Hm, I've taken a look at some of the Storage Provider ROI dashboards and AFAIK numbers aren't anything like that -- so not sure what timeframe or cost of goods you're extrapolating from. (ex https://fgas.io/)
I'm also confused how your model accounts for all the ecosystem development and enablement work that is being done across the Filecoin ecosystem. Filecoin isn't just another ETH clone - there is a ton of engineering and product work happening across many teams, with a ton of resources and dev work being poured into them (ex https://www.youtube.com/watch?v=ApVVg78ZBog)

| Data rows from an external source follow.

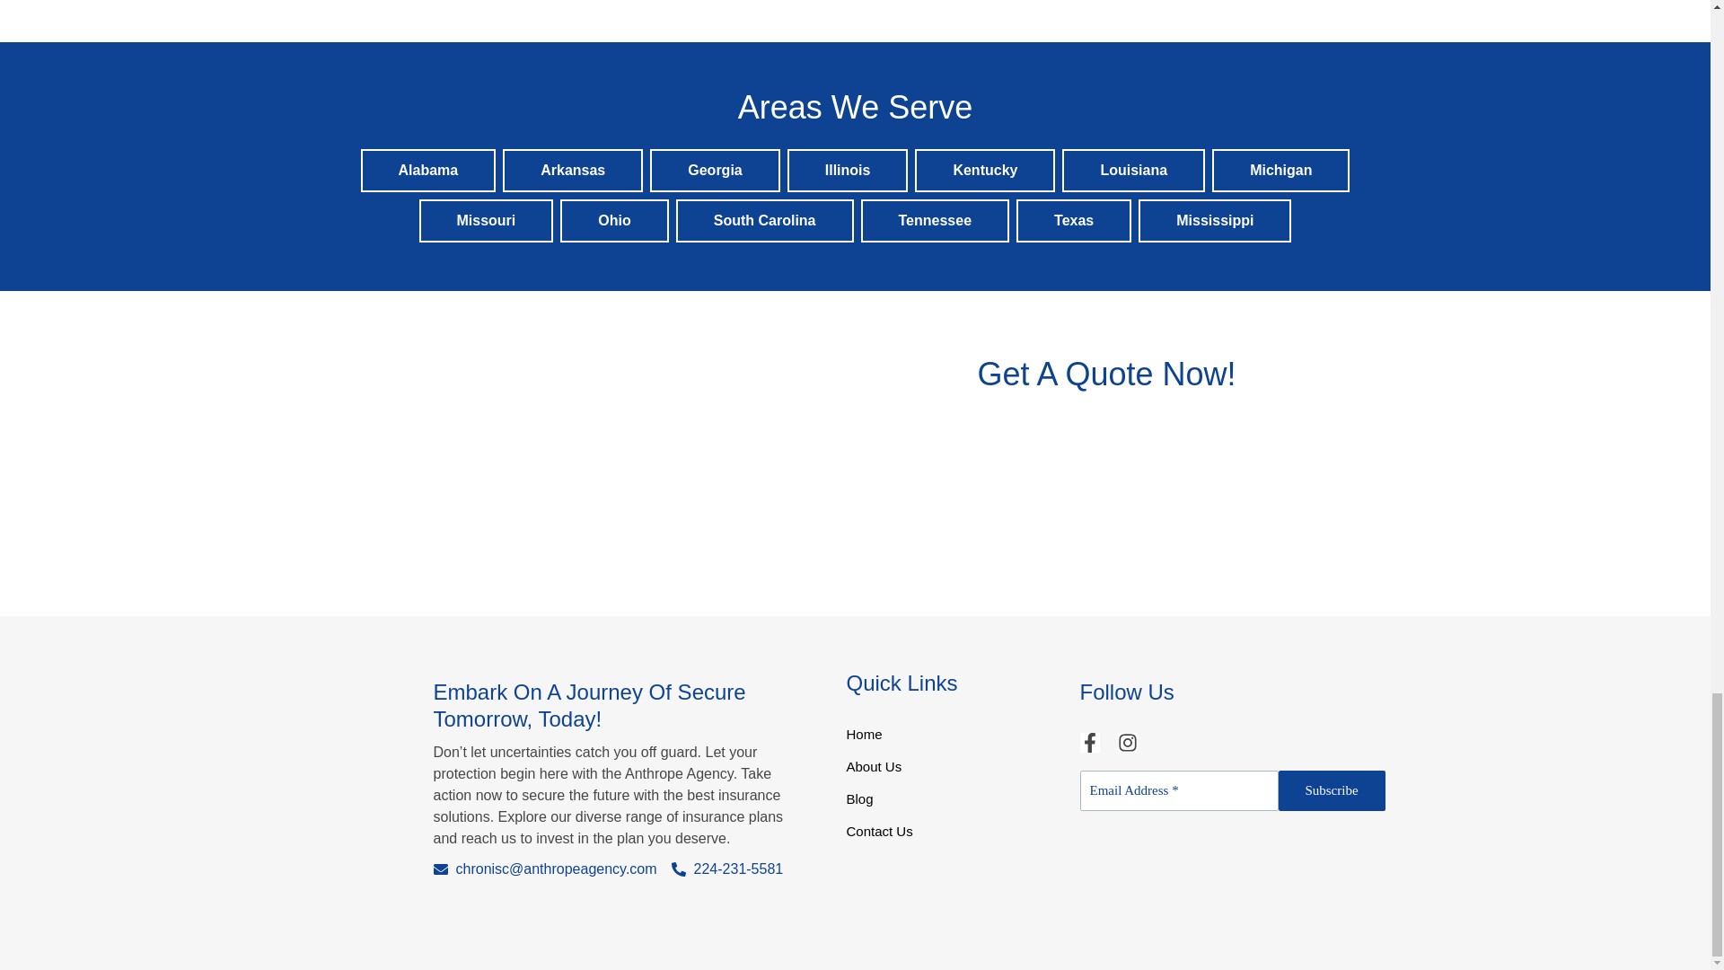 The width and height of the screenshot is (1724, 970). What do you see at coordinates (1214, 221) in the screenshot?
I see `Mississippi` at bounding box center [1214, 221].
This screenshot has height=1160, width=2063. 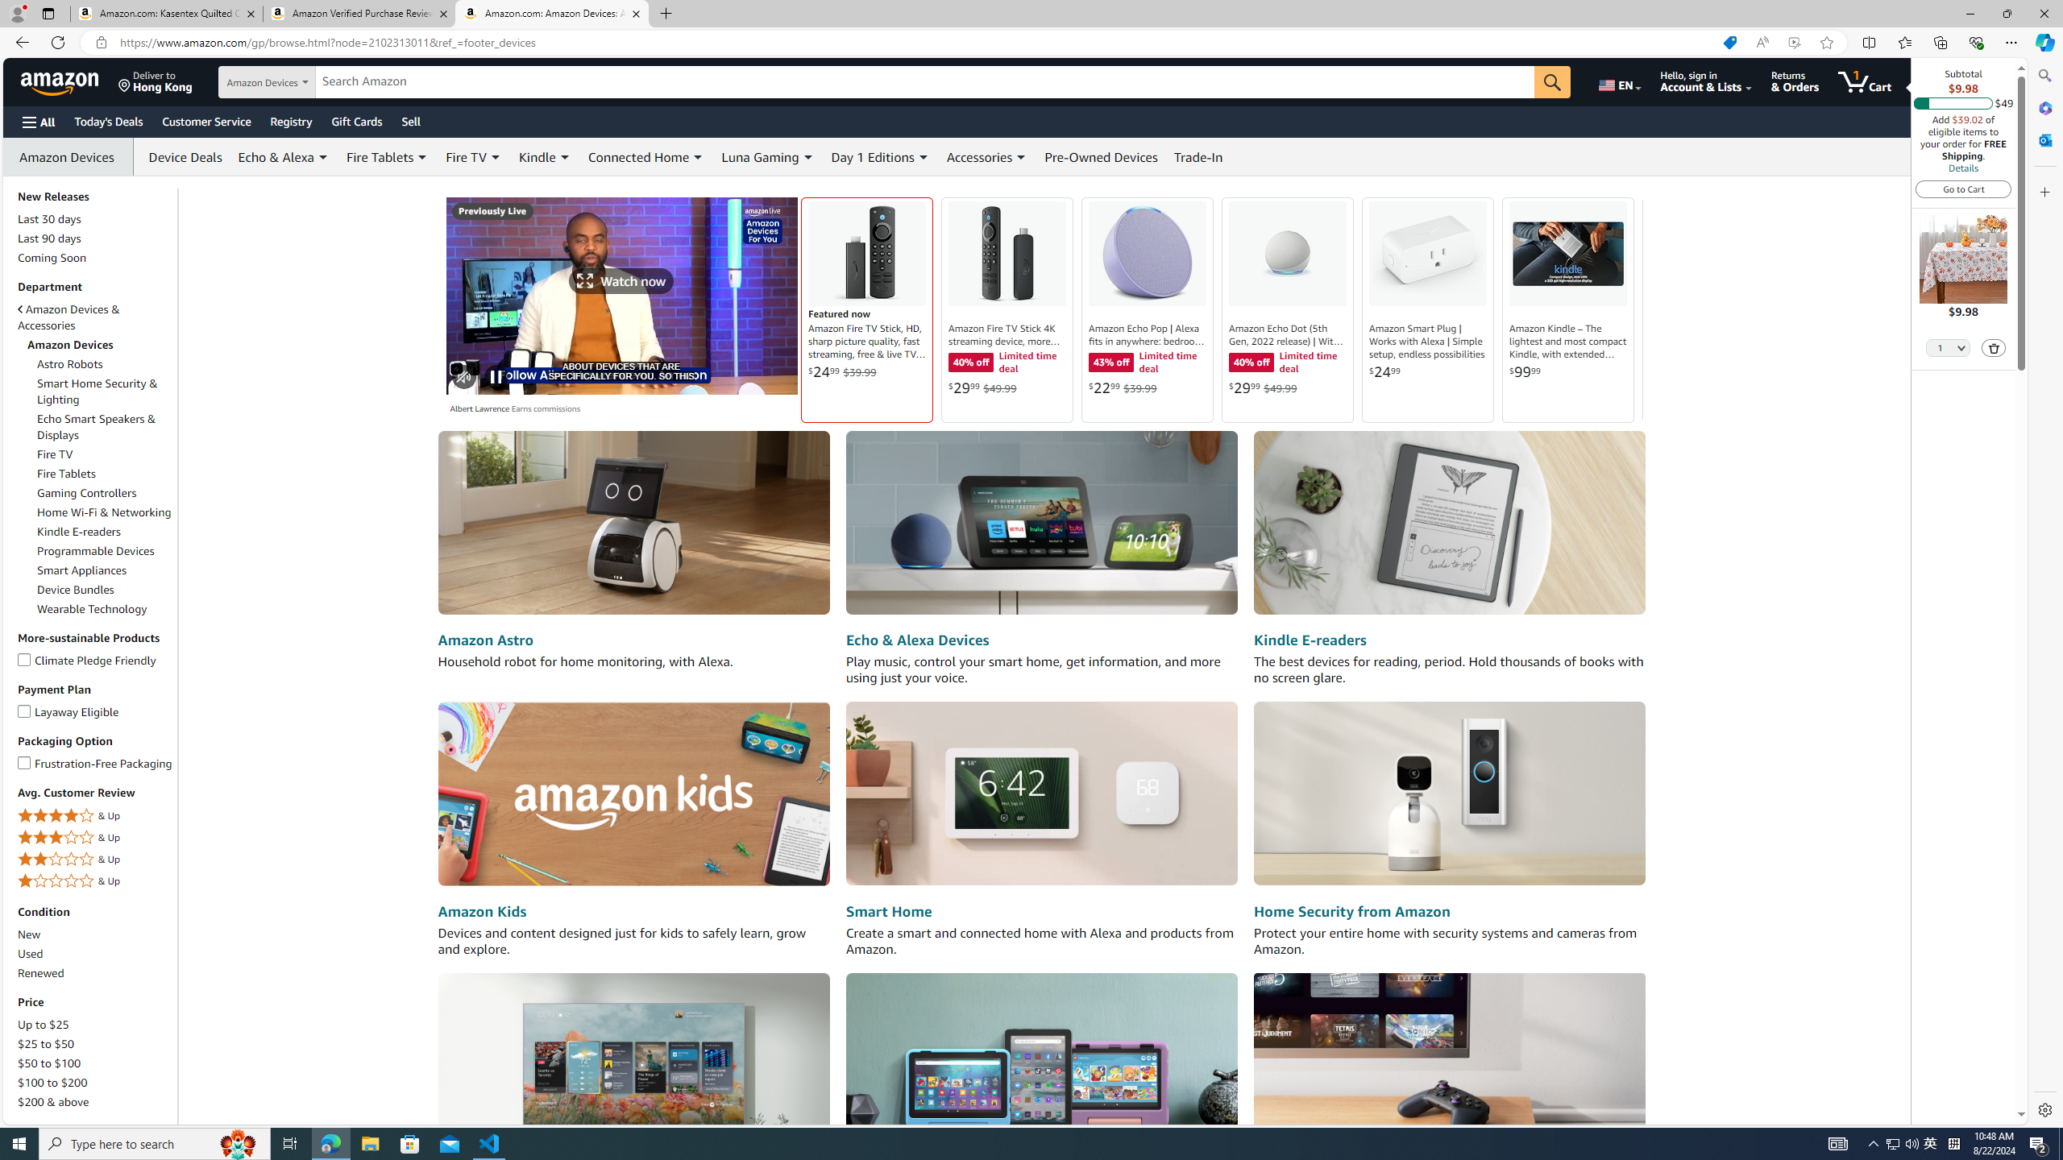 I want to click on Home Security devices, so click(x=1449, y=795).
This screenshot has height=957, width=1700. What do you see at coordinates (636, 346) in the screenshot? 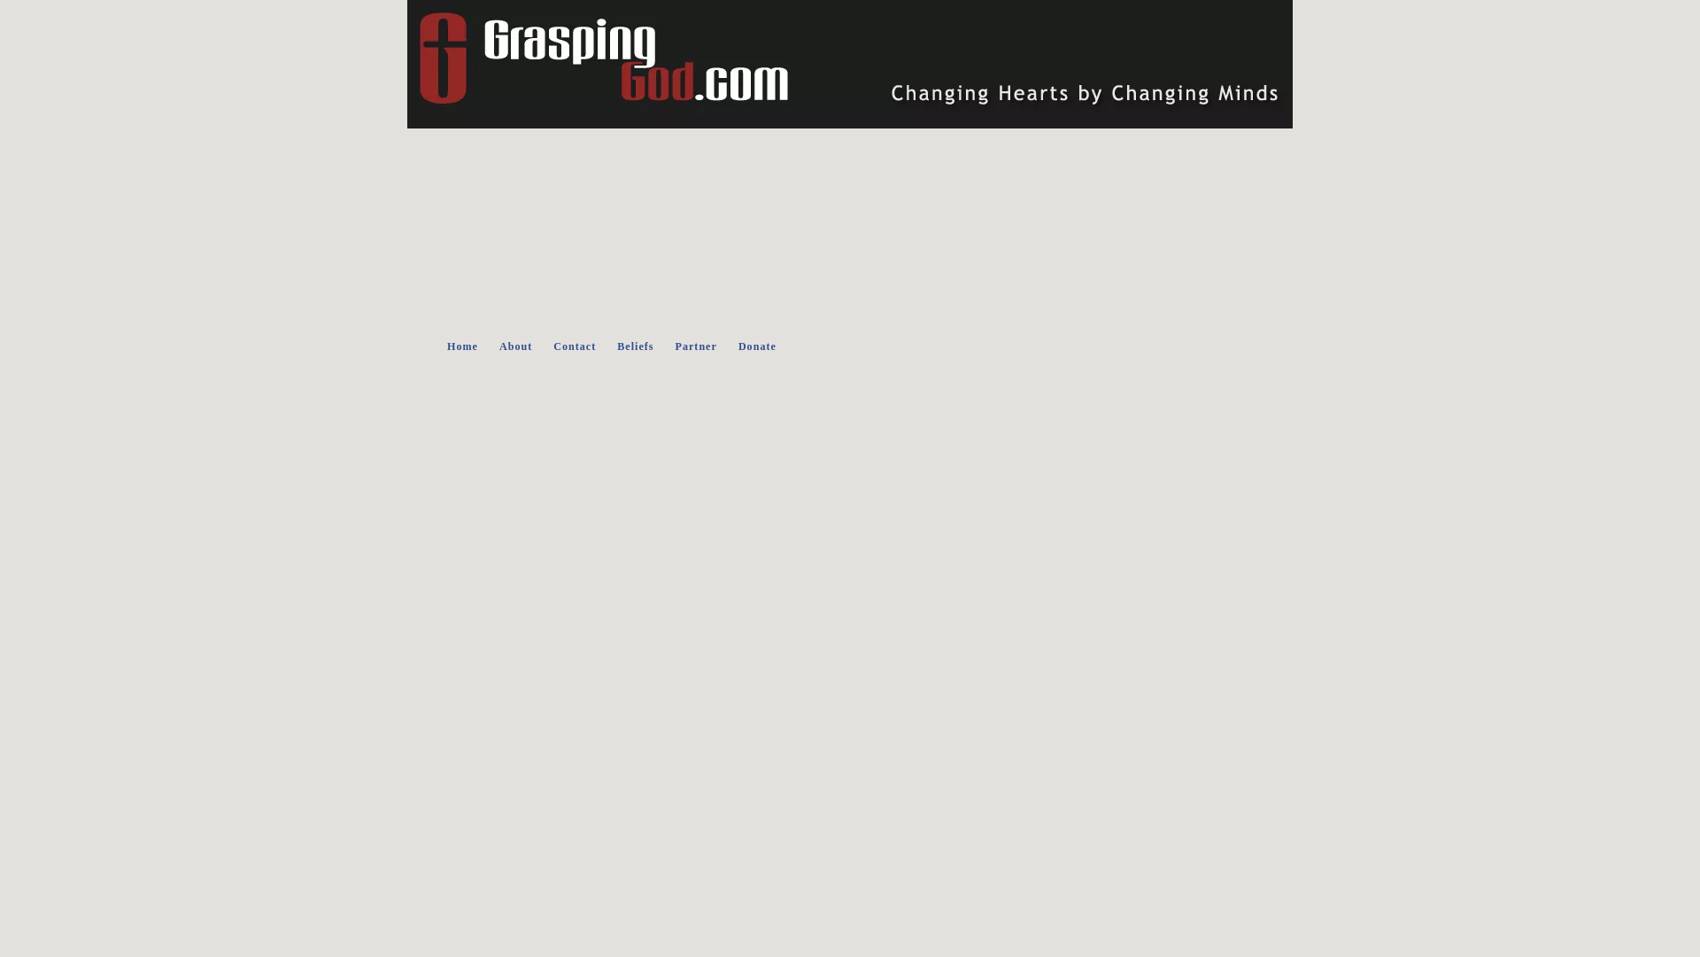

Fine to complain about crypto economic token distributions or something specific - but please don't imply that the dev teams working on Filecoin / IPFS are freeloading or disingenuous. There's a massive amount of work going into building new content-addressed web primitives by some very mission-driven folks that you're unintentionally maligning. (full disclosure - I'm one of them)
You have 2 main pathways for building on FVM:
1. (available sooner) Building an EVM smart contract that then interfaces with Filecoin's built-in actors. This will use existing EVM smart contract dev tools like HardHat, Truffle, Remix, Metamask, etc - and most contracts will likely be written in solidity (or any other EVM compatible language)
2. Native Rust smart contracts (or any language that compiles to run directly in the wasm FVM runtime). There is less tooling available for this today (though there are a few WIP SDKs being built in the Early Builders program), but maybe more accessible if you don't know solidity.
Hmm, I wouldn't assume the goal here is censorship resistance (esp given IPFS+ENS already fits that niche better). Looks to me like someone in the ecosystem is seeing the recent massive speed up to IPNS publishing (launched last week) and testing the waters on whether an "IPNS+DNS as a service" site would be useful to the folks that host dweb sites on IPFS.
I think this makes sense. Another sibling comment implied that this was a product-ified rollout of existing tech, which is of course a useful thing if you're into dnslink. :)
Not sure when you last paged into IPFS - the team has made some pretty awesome performance improvements in the past year and seen strong adoption to match (ex, nearly all NFTs are stored on IPFS today).
Definitely check out the IPFS 0.9 release from last week if you haven't seen it! Has some MASSIVE speed ups to IPNS propagation - we're talking less than a second resolution now! There's also a new experimental DHT client that can provide 30M records in about 2.5 hours (which the folks at nft.storage are using reliably at scale). -- https://github.com/ipfs/go-ipfs/releases/tag/v0.9.0
This is cool! Curious if you'd be interested in doing a more formal anonymity audit of OnionCat+IPFS? AFAIK, the main hesitancy in making more of these capabilities broadly available is a potential mismatch between _expectations_ of privacy from a TOR+IPFS solution vs real-world constraints on reader/writer privacy for a distributed p2p system.
On this page in Brave (chrome-extension://nibjojkomfdiaoajekhjakgkdhaomnch/dist/options/options.html) you can choose any IPFS gateway you prefer (or even run your own gateway if you want!).
You can become an IPFS Cluster Follower (https://collab.ipfscluster.io/#instructions) and help back up various datasets of IPFS content (like Project Gutenberg, Package Managers, Websites, etc)
When was the last time you tried? 0.5.0 from May had a lot of improvements - but go is still a hungry hungry beast. maybe try using Desktop which sets a lower peer count?